Results tagged “nathansaunders”

This week marks the beginning of a series of meetings between teachers and officials from The Washington Teachers’ Union meant to clarify the much-discussed performance pay plan at the center of the ongoing teachers’ contract negotiations. D.C. Schools Chancellor Michelle Rhee has said that initial coverage of the proposal included some incorrect details, and promised to speak with union members during a Q&A at each meeting, telling the Post she plans to offer, "some solace and evidence that we are not going to be making these decisions capriciously or placing them solely in the hands of school principals."

A Post editorial today notes that the most effective action Mayor Adrian Fenty has taken since assuming control of the D.C. public schools a little less than a year ago was to bring schools chancellor Michelle Rhee on board, remarking, “Michelle A. Rhee has done more in months to reshape the system than her predecessors did in years.” However, the editorial also cautions that it will be some time before any true achievement growth takes effect, and that the administration’s issues with transparency and heavy spending should be addressed. In another editorial that ran last week, the Post also cautioned the D.C. Council from interfering too heavily in Rhee’s reform efforts, arguing that, “district boundaries, community whim and political machinations would come into play” if Council proposals “micro-managing” schools decisions were to pass.

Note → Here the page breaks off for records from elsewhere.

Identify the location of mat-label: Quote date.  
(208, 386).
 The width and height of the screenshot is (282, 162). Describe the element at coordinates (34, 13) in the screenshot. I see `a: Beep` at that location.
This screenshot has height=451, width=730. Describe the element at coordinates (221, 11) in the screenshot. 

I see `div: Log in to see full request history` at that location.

With a little over a month remaining in the school year, things aren’t slowing down for Michelle Rhee. Never mind that the D.C. Schools Chancellor is being named in what looks to be a time-consuming vanity lawsuit by Washington Teachers’ Union vice-president Nathan Saunders, or that City Council Chair Vincent Gray is messing with her budget. The woman has work to do.

D.C. Public Schools and New York City Public Schools have a lot in common – both are large, expensive, chronically low-performing systems that have recently come into seasons of serious reform under mayoral control. Both are also currently wrapped up in brewing controversies over excessed teachers, and it’s not pretty in either town.

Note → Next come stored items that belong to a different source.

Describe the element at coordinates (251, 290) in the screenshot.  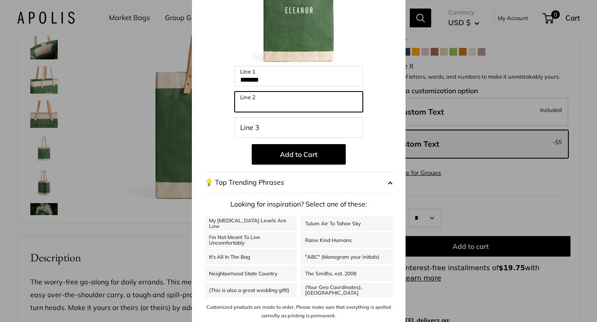
I see `a: (This is also a great wedding gift!)` at that location.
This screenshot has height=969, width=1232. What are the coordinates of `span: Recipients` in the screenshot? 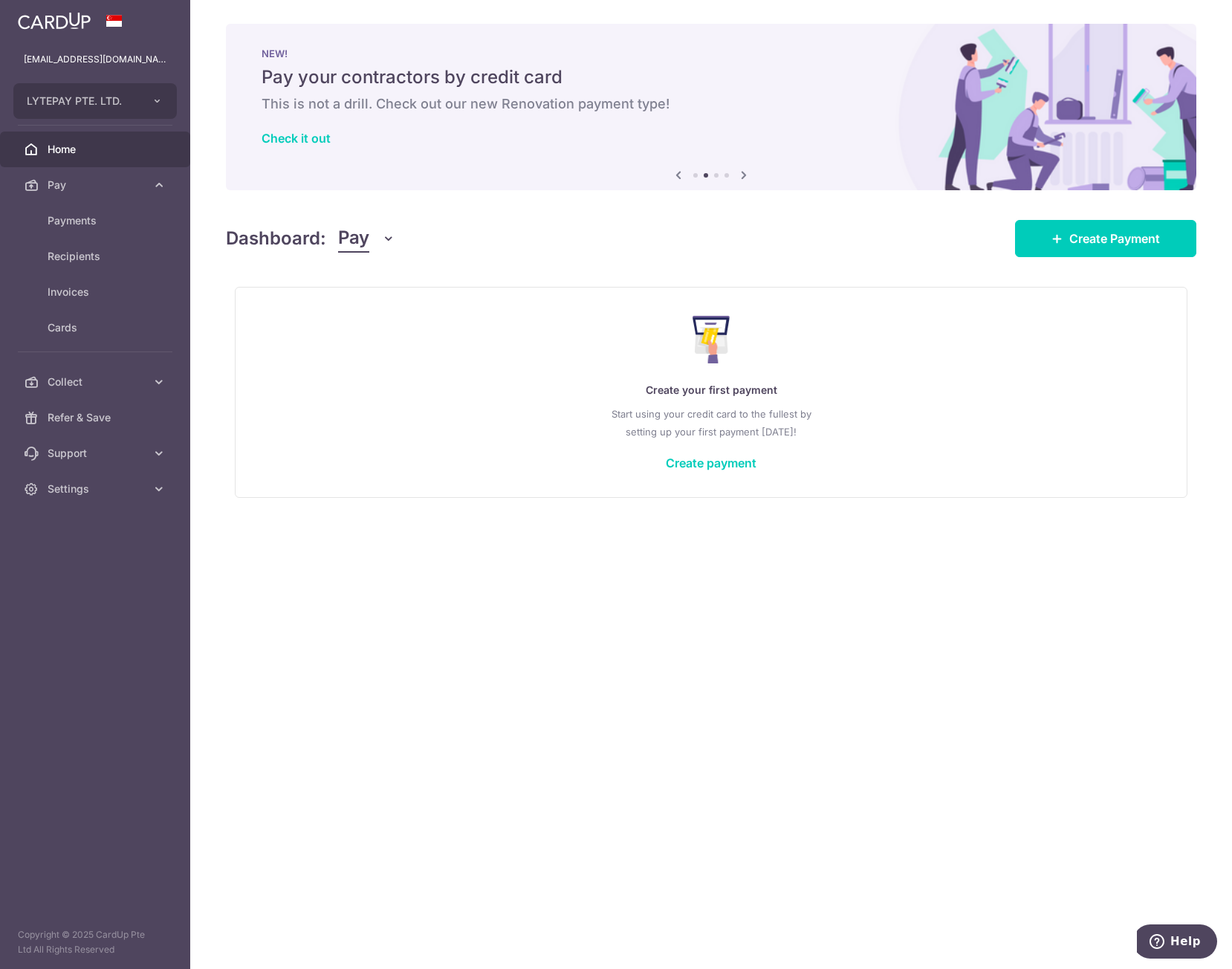 It's located at (97, 256).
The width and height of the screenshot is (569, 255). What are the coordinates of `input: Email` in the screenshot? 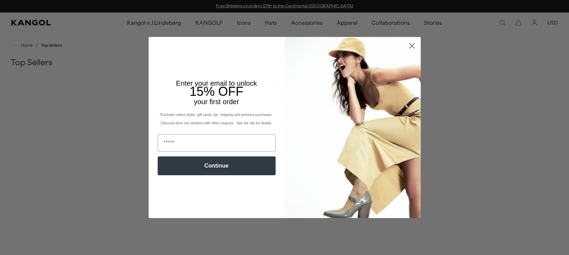 It's located at (217, 143).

The Washington Teachers Union (WTU) has been getting a lot of attention lately, much of it a result of the growing rift between WTU president George Parker and vice-president Nathan Saunders. First, there was the ruckus when Saunders, who has long-accused Parker for being “too cozy” with D.C. Schools Chancellor Michelle Rhee, vocally encouraged teachers to reject Rhee’s new program providing transition bonuses for up to 700 teachers at schools slated for closing or re-structuring. Rhee created the program in response to the WTU’s complaints that some teachers were unhappy with the closing and restructuring plans, but Saunders argued, “I'm against workers selling their jobs back to management and for new workers to be hired.”